What then of human action within passions ?

"When regulated by reason, and subjected to the control of the will, the passions may be considered good and used as means of acquiring and exercising virtue. ... The flesh and its appetites, if allowed, will throw everything into confusion and vitiate our whole nature by sin and its consequences. It is therefore man's duty to control and regulate it by reason and a strong will aided by God's grace."
Thus enjoying a good cooked meal is not bad. But to overeat is bad. I may have a passion for serving God and even go to India but the desire placed in me is to be with God and bring him to those that need to meet him.

How do I know whether my passions are headed in the right direction? Discernment and communal discernment because self-deception is still very effective. Discernment is a struggle and becomes stronger in community but the community itself needs to want to discern rather than make decisions. We need to get our spirituality out in front not behind us.

Sunday, August 10, 2008

What's difference?

It is true that some preach Christ out of envy and rivalry, but others out of goodwill. The latter do so in love, knowing that I am put here for the defense of the gospel. The former preach Christ out of selfish ambition, not sincerely, supposing that they can stir up trouble for me while I am in chains. But what does it matter? The important thing is that in every way, whether from false motives or true, Christ is preached. And because of this I rejoice. Paul Philippians 1:15-18

I worry perhaps too much about motives. Jesus seemed to point to the importance of motives in the Divine assessment of action and life. But What does it matter?. Joey in Missions and Theology points out "In essence he was saying, their motives are between them and God. Whether the preaching was done for false motives or pure, whether for show or for the sake of what was right, Paul was genuinely pleased that the gospel was being spread."

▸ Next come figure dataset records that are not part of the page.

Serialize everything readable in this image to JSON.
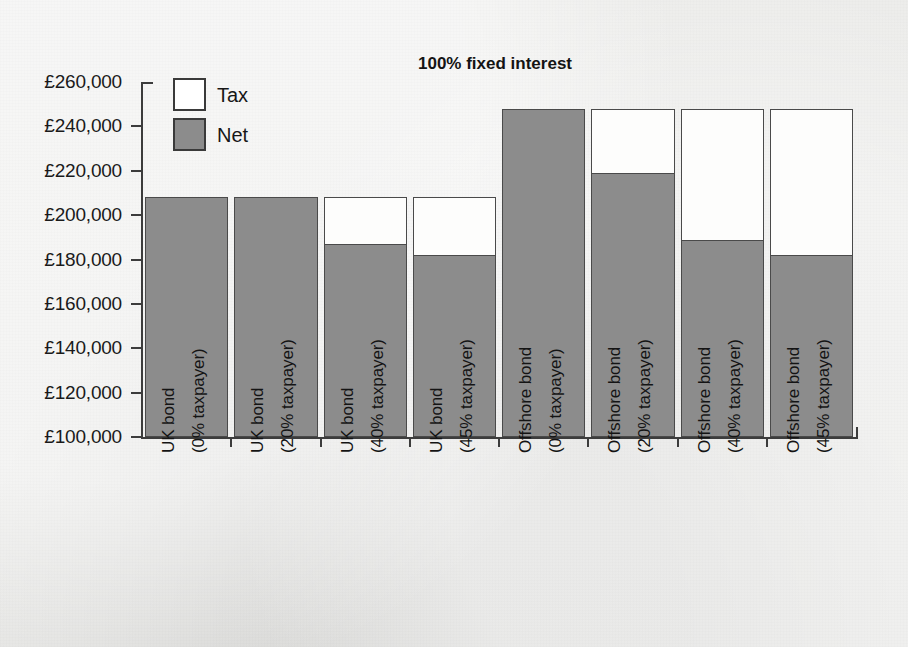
{
  "chart_data": {
    "type": "bar",
    "stacked": true,
    "title": "100% fixed interest",
    "xlabel": "",
    "ylabel": "",
    "ylim": [
      100000,
      260000
    ],
    "ytick_step": 20000,
    "ytick_labels": [
      "£260,000",
      "£240,000",
      "£220,000",
      "£200,000",
      "£180,000",
      "£160,000",
      "£140,000",
      "£120,000",
      "£100,000"
    ],
    "ytick_values": [
      260000,
      240000,
      220000,
      200000,
      180000,
      160000,
      140000,
      120000,
      100000
    ],
    "currency_symbol": "£",
    "grid": false,
    "legend_position": "top-left-inside",
    "categories": [
      "UK bond (0% taxpayer)",
      "UK bond (20% taxpayer)",
      "UK bond (40% taxpayer)",
      "UK bond (45% taxpayer)",
      "Offshore bond (0% taxpayer)",
      "Offshore bond (20% taxpayer)",
      "Offshore bond (40% taxpayer)",
      "Offshore bond (45% taxpayer)"
    ],
    "category_lines": [
      [
        "UK bond",
        "(0% taxpayer)"
      ],
      [
        "UK bond",
        "(20% taxpayer)"
      ],
      [
        "UK bond",
        "(40% taxpayer)"
      ],
      [
        "UK bond",
        "(45% taxpayer)"
      ],
      [
        "Offshore bond",
        "(0% taxpayer)"
      ],
      [
        "Offshore bond",
        "(20% taxpayer)"
      ],
      [
        "Offshore bond",
        "(40% taxpayer)"
      ],
      [
        "Offshore bond",
        "(45% taxpayer)"
      ]
    ],
    "series": [
      {
        "name": "Net",
        "color": "#8c8c8c",
        "values": [
          208000,
          208000,
          187000,
          182000,
          248000,
          219000,
          189000,
          182000
        ]
      },
      {
        "name": "Tax",
        "color": "#ffffff",
        "values": [
          0,
          0,
          21000,
          26000,
          0,
          29000,
          59000,
          66000
        ]
      }
    ],
    "totals": [
      208000,
      208000,
      208000,
      208000,
      248000,
      248000,
      248000,
      248000
    ],
    "legend": [
      {
        "label": "Tax",
        "color": "#ffffff"
      },
      {
        "label": "Net",
        "color": "#8c8c8c"
      }
    ]
  }
}
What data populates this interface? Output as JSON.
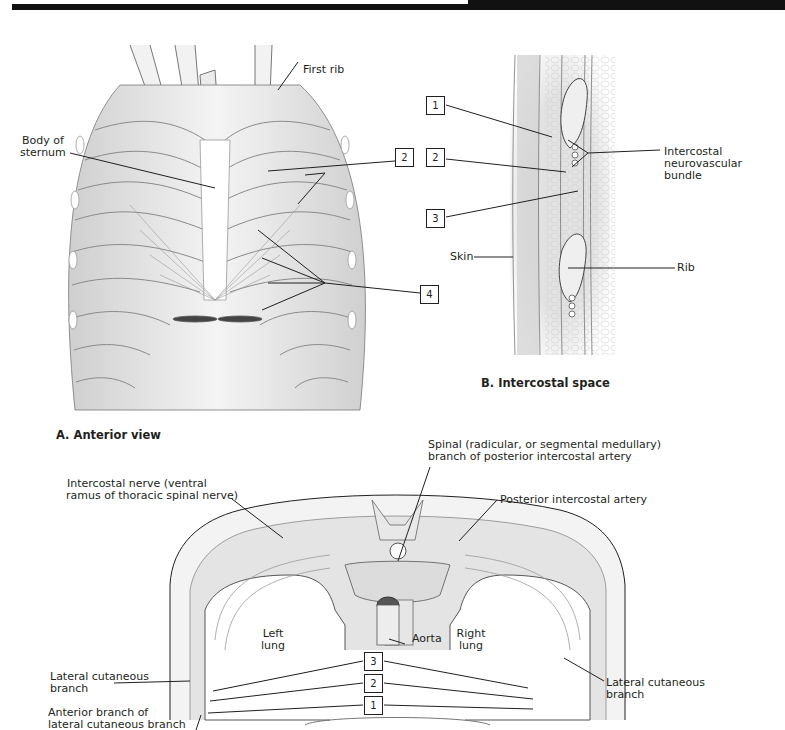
{
  "figure": {
    "panel_a": {
      "caption": "A. Anterior view",
      "labels": {
        "first_rib": "First rib",
        "body_of_sternum_1": "Body of",
        "body_of_sternum_2": "sternum"
      },
      "callouts": [
        "2",
        "4"
      ]
    },
    "panel_b": {
      "caption": "B. Intercostal space",
      "labels": {
        "neurovascular_1": "Intercostal",
        "neurovascular_2": "neurovascular",
        "neurovascular_3": "bundle",
        "skin": "Skin",
        "rib": "Rib"
      },
      "callouts": [
        "1",
        "2",
        "3",
        "4"
      ]
    },
    "panel_c": {
      "labels": {
        "spinal_branch_1": "Spinal (radicular, or segmental medullary)",
        "spinal_branch_2": "branch of posterior intercostal artery",
        "intercostal_nerve_1": "Intercostal nerve (ventral",
        "intercostal_nerve_2": "ramus of thoracic spinal nerve)",
        "posterior_intercostal_artery": "Posterior intercostal artery",
        "left_lung_1": "Left",
        "left_lung_2": "lung",
        "right_lung_1": "Right",
        "right_lung_2": "lung",
        "aorta": "Aorta",
        "lateral_cutaneous_left_1": "Lateral cutaneous",
        "lateral_cutaneous_left_2": "branch",
        "anterior_branch_1": "Anterior branch of",
        "anterior_branch_2": "lateral cutaneous branch",
        "lateral_cutaneous_right_1": "Lateral cutaneous",
        "lateral_cutaneous_right_2": "branch"
      },
      "callouts": [
        "3",
        "2",
        "1"
      ]
    },
    "colors": {
      "line": "#231f20",
      "tissue": "#e6e6e6",
      "shade": "#cfcfcf",
      "background": "#ffffff"
    }
  }
}
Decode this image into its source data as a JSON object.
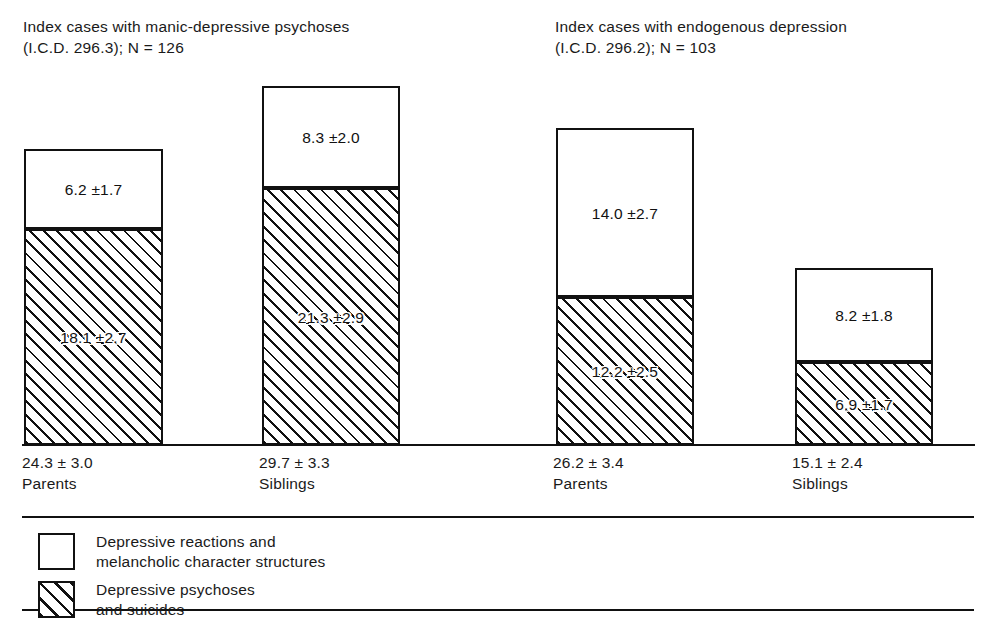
{
  "headers": {
    "left": "Index cases with manic-depressive psychoses\n(I.C.D. 296.3); N = 126",
    "right": "Index cases with endogenous depression\n(I.C.D. 296.2); N = 103"
  },
  "legend": {
    "items": [
      {
        "pattern": "white",
        "label": "Depressive reactions and\nmelancholic character structures"
      },
      {
        "pattern": "hatch",
        "label": "Depressive psychoses\nand suicides"
      }
    ]
  },
  "chart_data": {
    "type": "bar",
    "xlabel": "",
    "ylabel": "",
    "stacked": true,
    "grid": false,
    "legend_position": "bottom",
    "ylim": [
      0,
      32
    ],
    "units": "percent risk",
    "groups": [
      {
        "name": "Index cases with manic-depressive psychoses (I.C.D. 296.3); N = 126",
        "categories": [
          "Parents",
          "Siblings"
        ]
      },
      {
        "name": "Index cases with endogenous depression (I.C.D. 296.2); N = 103",
        "categories": [
          "Parents",
          "Siblings"
        ]
      }
    ],
    "series": [
      {
        "name": "Depressive reactions and melancholic character structures",
        "pattern": "white",
        "values": [
          6.2,
          8.3,
          14.0,
          8.2
        ],
        "errors": [
          1.7,
          2.0,
          2.7,
          1.8
        ]
      },
      {
        "name": "Depressive psychoses and suicides",
        "pattern": "hatch",
        "values": [
          18.1,
          21.3,
          12.2,
          6.9
        ],
        "errors": [
          2.7,
          2.9,
          2.5,
          1.7
        ]
      }
    ],
    "bars": [
      {
        "group": 0,
        "category": "Parents",
        "total_label": "24.3 ± 3.0",
        "category_label": "Parents",
        "total": 24.3,
        "total_error": 3.0,
        "top": {
          "label": "6.2 ±1.7",
          "value": 6.2,
          "error": 1.7,
          "pattern": "white"
        },
        "bottom": {
          "label": "18.1 ±2.7",
          "value": 18.1,
          "error": 2.7,
          "pattern": "hatch"
        },
        "geom": {
          "left": 24,
          "width": 139,
          "top": 149,
          "divider": 229,
          "base": 445
        },
        "label_pos": {
          "left": 22,
          "top": 452
        }
      },
      {
        "group": 0,
        "category": "Siblings",
        "total_label": "29.7 ± 3.3",
        "category_label": "Siblings",
        "total": 29.7,
        "total_error": 3.3,
        "top": {
          "label": "8.3 ±2.0",
          "value": 8.3,
          "error": 2.0,
          "pattern": "white"
        },
        "bottom": {
          "label": "21.3 ±2.9",
          "value": 21.3,
          "error": 2.9,
          "pattern": "hatch"
        },
        "geom": {
          "left": 262,
          "width": 138,
          "top": 86,
          "divider": 188,
          "base": 445
        },
        "label_pos": {
          "left": 259,
          "top": 452
        }
      },
      {
        "group": 1,
        "category": "Parents",
        "total_label": "26.2 ± 3.4",
        "category_label": "Parents",
        "total": 26.2,
        "total_error": 3.4,
        "top": {
          "label": "14.0 ±2.7",
          "value": 14.0,
          "error": 2.7,
          "pattern": "white"
        },
        "bottom": {
          "label": "12.2 ±2.5",
          "value": 12.2,
          "error": 2.5,
          "pattern": "hatch"
        },
        "geom": {
          "left": 556,
          "width": 138,
          "top": 128,
          "divider": 297,
          "base": 445
        },
        "label_pos": {
          "left": 553,
          "top": 452
        }
      },
      {
        "group": 1,
        "category": "Siblings",
        "total_label": "15.1 ± 2.4",
        "category_label": "Siblings",
        "total": 15.1,
        "total_error": 2.4,
        "top": {
          "label": "8.2 ±1.8",
          "value": 8.2,
          "error": 1.8,
          "pattern": "white"
        },
        "bottom": {
          "label": "6.9 ±1.7",
          "value": 6.9,
          "error": 1.7,
          "pattern": "hatch"
        },
        "geom": {
          "left": 795,
          "width": 138,
          "top": 268,
          "divider": 362,
          "base": 445
        },
        "label_pos": {
          "left": 792,
          "top": 452
        }
      }
    ]
  }
}
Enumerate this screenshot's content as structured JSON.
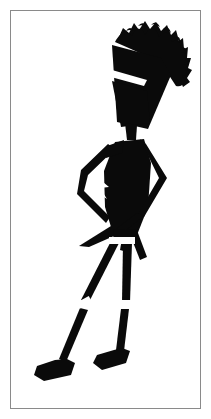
{
  "artwork": {
    "title": "Silhouette of a Stylized Standing Figure",
    "subject": "stylized human figure silhouette with tall spiky hair, arms akimbo, long thin legs and wedge shoes",
    "style": "high-contrast black ink silhouette on white",
    "alt_text": "Black silhouette of a tall thin figure with a large spiky hairstyle, hands on hips, standing on long slender legs with wedge shoes",
    "canvas": {
      "width": 211,
      "height": 419,
      "background_color": "#ffffff"
    },
    "frame": {
      "border_color": "#8a8a8a",
      "border_width": 1,
      "inset": 10,
      "fill_color": "#ffffff"
    },
    "ink_color": "#0a0a0a",
    "negative_color": "#ffffff",
    "parts": [
      {
        "name": "hair",
        "label": "Spiky Hair"
      },
      {
        "name": "head",
        "label": "Head"
      },
      {
        "name": "face-notch",
        "label": "Face Notch"
      },
      {
        "name": "neck",
        "label": "Neck"
      },
      {
        "name": "torso",
        "label": "Torso"
      },
      {
        "name": "torso-notch",
        "label": "Torso Highlight"
      },
      {
        "name": "left-arm",
        "label": "Left Arm Akimbo"
      },
      {
        "name": "right-arm",
        "label": "Right Arm Akimbo"
      },
      {
        "name": "coat-tails",
        "label": "Coat Tails"
      },
      {
        "name": "left-leg",
        "label": "Left Leg"
      },
      {
        "name": "right-leg",
        "label": "Right Leg"
      },
      {
        "name": "left-shoe",
        "label": "Left Wedge Shoe"
      },
      {
        "name": "right-shoe",
        "label": "Right Wedge Shoe"
      }
    ]
  }
}
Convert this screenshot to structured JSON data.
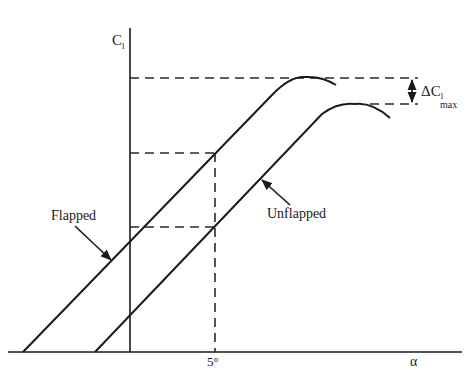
{
  "diagram": {
    "y_axis_label": "C",
    "y_axis_subscript": "l",
    "x_axis_label": "α",
    "x_tick_label": "5°",
    "delta_label": "ΔC",
    "delta_subscript_l": "l",
    "delta_subscript_max": "max",
    "curves": [
      {
        "name": "Flapped",
        "label": "Flapped"
      },
      {
        "name": "Unflapped",
        "label": "Unflapped"
      }
    ],
    "colors": {
      "line": "#1a1a1a",
      "background": "#ffffff"
    }
  }
}
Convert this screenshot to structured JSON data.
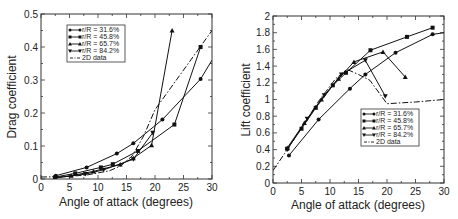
{
  "chart_data": [
    {
      "type": "line",
      "title": "",
      "xlabel": "Angle of attack (degrees)",
      "ylabel": "Drag coefficient",
      "xlim": [
        0,
        30
      ],
      "ylim": [
        0,
        0.5
      ],
      "xticks": [
        0,
        5,
        10,
        15,
        20,
        25,
        30
      ],
      "yticks": [
        0,
        0.1,
        0.2,
        0.3,
        0.4,
        0.5
      ],
      "ytick_labels": [
        "0",
        "0.1",
        "0.2",
        "0.3",
        "0.4",
        "0.5"
      ],
      "grid": false,
      "legend_position": "upper-left",
      "series": [
        {
          "name": "r/R = 31.6%",
          "marker": "circle",
          "x": [
            2.6,
            8.0,
            13.3,
            16.2,
            21.3,
            28.0,
            30.0
          ],
          "y": [
            0.01,
            0.035,
            0.077,
            0.108,
            0.18,
            0.303,
            0.36
          ]
        },
        {
          "name": "r/R = 45.8%",
          "marker": "square",
          "x": [
            2.5,
            6.0,
            10.5,
            12.6,
            17.0,
            23.4,
            28.0
          ],
          "y": [
            0.006,
            0.017,
            0.035,
            0.045,
            0.085,
            0.165,
            0.4
          ]
        },
        {
          "name": "r/R = 65.7%",
          "marker": "triangle-up",
          "x": [
            2.5,
            5.3,
            9.2,
            13.9,
            16.2,
            19.4,
            23.0
          ],
          "y": [
            0.004,
            0.01,
            0.023,
            0.044,
            0.063,
            0.102,
            0.45
          ]
        },
        {
          "name": "r/R = 84.2%",
          "marker": "triangle-down",
          "x": [
            2.4,
            7.8,
            11.0,
            16.2,
            19.6
          ],
          "y": [
            0.003,
            0.015,
            0.028,
            0.06,
            0.14
          ]
        },
        {
          "name": "2D data",
          "marker": "none",
          "dash": "dashdot",
          "x": [
            0,
            4,
            8,
            12,
            14,
            16,
            18,
            20,
            25,
            30
          ],
          "y": [
            0.006,
            0.007,
            0.012,
            0.025,
            0.04,
            0.07,
            0.13,
            0.21,
            0.33,
            0.45
          ]
        }
      ]
    },
    {
      "type": "line",
      "title": "",
      "xlabel": "Angle of attack (degrees)",
      "ylabel": "Lift coefficient",
      "xlim": [
        0,
        30
      ],
      "ylim": [
        0,
        2
      ],
      "xticks": [
        0,
        5,
        10,
        15,
        20,
        25,
        30
      ],
      "yticks": [
        0,
        0.2,
        0.4,
        0.6,
        0.8,
        1.0,
        1.2,
        1.4,
        1.6,
        1.8,
        2.0
      ],
      "ytick_labels": [
        "0",
        "0.2",
        "0.4",
        "0.6",
        "0.8",
        "1",
        "1.2",
        "1.4",
        "1.6",
        "1.8",
        "2"
      ],
      "grid": false,
      "legend_position": "lower-right",
      "series": [
        {
          "name": "r/R = 31.6%",
          "marker": "circle",
          "x": [
            2.8,
            8.0,
            13.5,
            16.2,
            21.5,
            28.0,
            30.0
          ],
          "y": [
            0.33,
            0.76,
            1.13,
            1.3,
            1.56,
            1.78,
            1.8
          ]
        },
        {
          "name": "r/R = 45.8%",
          "marker": "square",
          "x": [
            2.5,
            5.0,
            7.5,
            10.5,
            12.8,
            17.1,
            23.5,
            28.0
          ],
          "y": [
            0.41,
            0.65,
            0.9,
            1.17,
            1.32,
            1.59,
            1.75,
            1.86
          ]
        },
        {
          "name": "r/R = 65.7%",
          "marker": "triangle-up",
          "x": [
            2.5,
            5.5,
            8.5,
            11.5,
            14.2,
            19.3,
            23.2
          ],
          "y": [
            0.42,
            0.72,
            1.0,
            1.25,
            1.45,
            1.57,
            1.27
          ]
        },
        {
          "name": "r/R = 84.2%",
          "marker": "triangle-down",
          "x": [
            2.5,
            6.0,
            9.0,
            12.0,
            16.2,
            19.7
          ],
          "y": [
            0.4,
            0.77,
            1.05,
            1.3,
            1.47,
            1.04
          ]
        },
        {
          "name": "2D data",
          "marker": "none",
          "dash": "dashdot",
          "x": [
            0,
            2,
            5,
            8,
            11,
            13,
            15,
            17,
            20,
            25,
            30
          ],
          "y": [
            0.15,
            0.35,
            0.66,
            0.98,
            1.25,
            1.36,
            1.3,
            1.23,
            0.95,
            0.97,
            1.0
          ]
        }
      ]
    }
  ]
}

What does it matter as long as the gospel is being proclaimed in some way? People's impure hearts and motives doesn't matter as long as God remains centre stage. I suppose this is where it is. If the person becomes centre stage then there is a problem. Whether preacher or worship leader if it is all about me, then we've entered idolatry - substituting us for God. I have not quite understood the N. American phenomenon of the "secret of" or "how to" book titles. Now I think it is all about the author and is a new form of the older gnosticism appearing in society. Perhaps also revealed in a renewed interest in the Gnostic gospels as well. For us below re: peoples actions and words, as long as Christ is preached then motives become secondary, as long as God is in centre then an impure heart is not the issue. God sees, searches and knows the hearts of humans.